1. Travel is one of the most important things in my life. I need to see something new every year, or I feel like my time's been wasted.

2. Being in debt is really not that worthwhile to me. After a full month of harassment 4 times a day by ringing phones and demanding collections agents, I'm tired.

3. Our parents' generation lied to us. Getting a degree will NOT get you a better job... considering that everyone has a degree. Welcome to McDonald's. And now they're criticizing us for seeming to have a sense of entitlement.

4. I won't be going back to finish my graduate degree until I pay off my student loans. I'll work my tail off and move back in with my parents, but these loans are getting paid off.

5. Getting married because you're in love is really inexplicable. And a very American concept. The rest of the world doesn't associate love with successful marriage, nor did the Bible. My theory is that if you're really committed to the institution of marriage, AND if your faith is strong enough to withstand the trauma of marriage, you could marry pretty much anyone like-minded and make a happy life together. Of course, being in love makes it easier to tolerate each other for the first couple of years. But it doesn't make building a lifetime partnership any simpler.

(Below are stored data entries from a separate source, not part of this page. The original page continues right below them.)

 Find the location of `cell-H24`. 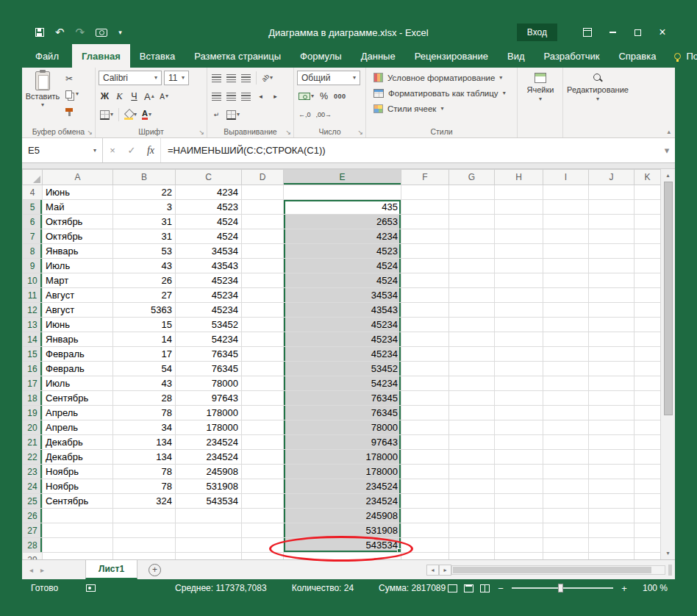

cell-H24 is located at coordinates (519, 487).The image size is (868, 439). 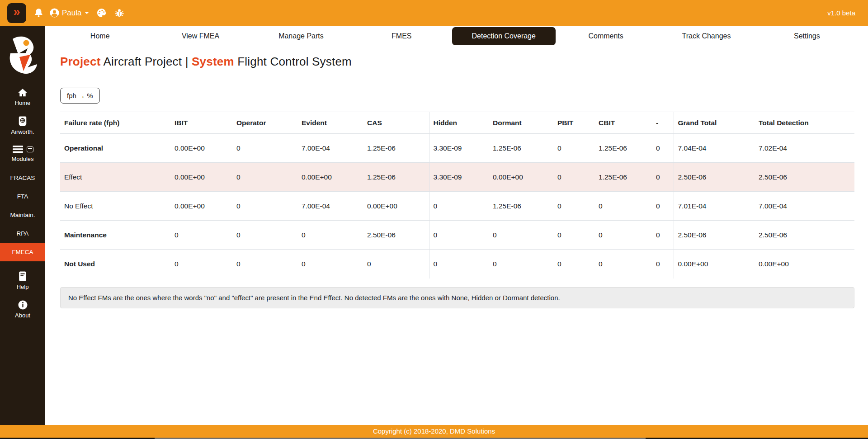 What do you see at coordinates (396, 123) in the screenshot?
I see `column-header: CAS` at bounding box center [396, 123].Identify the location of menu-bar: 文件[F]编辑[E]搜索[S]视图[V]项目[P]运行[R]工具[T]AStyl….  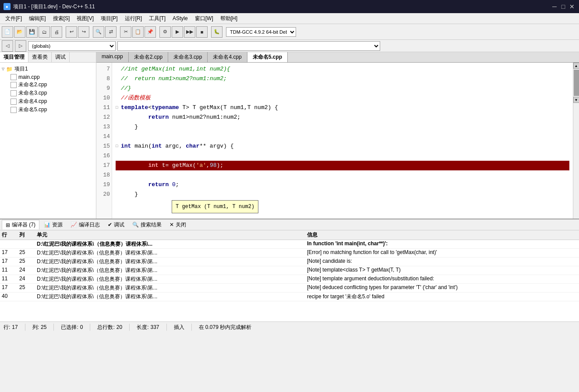
(290, 18).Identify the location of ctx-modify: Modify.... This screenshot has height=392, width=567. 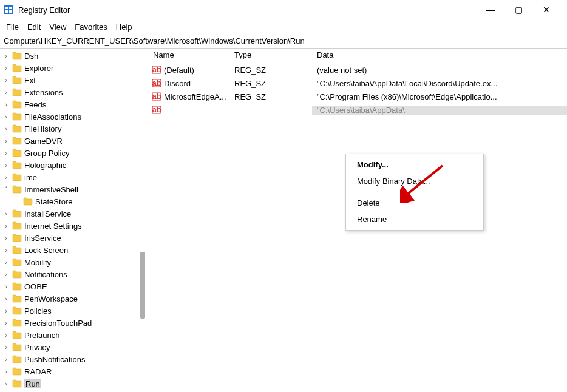
(415, 165).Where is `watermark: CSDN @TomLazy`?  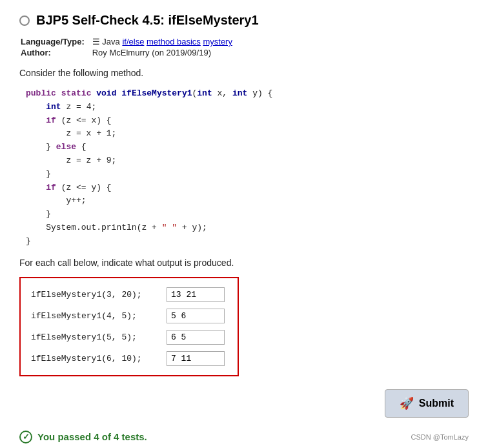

6. Political conservatism and The Bible are really not all that compatible when you really look into it. How can you be so attached to your right to bear arms when God insists that vengeance belongs to Him?

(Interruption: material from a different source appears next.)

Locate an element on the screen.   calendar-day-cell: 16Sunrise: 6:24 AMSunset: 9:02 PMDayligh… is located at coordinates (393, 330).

7. On the other hand, the government has no business telling me whom I can marry, what kind of car I can drive, how I educate my children, or what I can build on my own land. All these laws were put in place to generate taxes. Government-approved marriage licenses, car registrations, public education, and building permits are all ways that the government is doing what was prophesied in 1 Samuel 7: 
Samuel told all the words of the LORD to the people who were asking him for a king. He said, "This is what the king who will reign over you will claim as his rights: He will take your sons and make them serve with his chariots and horses, and they will run in front of his chariots. Some he will assign to be commanders of thousands and commanders of fifties, and others to plow his ground and reap his harvest, and still others to make weapons of war and equipment for his chariots. He will take your daughters to be perfumers and cooks and bakers. He will take the best of your fields and vineyards and olive groves and give them to his attendants. He will take a tenth of your grain and of your vintage and give it to his officials and attendants. Your male and female servants and the best of your cattle and donkeys he will take for his own use. He will take a tenth of your flocks, and you yourselves will become his slaves. When that day comes, you will cry out for relief from the king you have chosen, but the LORD will not answer you in that day."
8. I've decided that I love San Diego, and I want to live here for the rest of my life. But I have a few cities where I want to live "for a while", just for the sake of the experience. New York. Paris. 

9. Slowly, étape par étape, I am learning French.

10. God is good. All the time. And that's His nature. (and that deserves a hi-five!)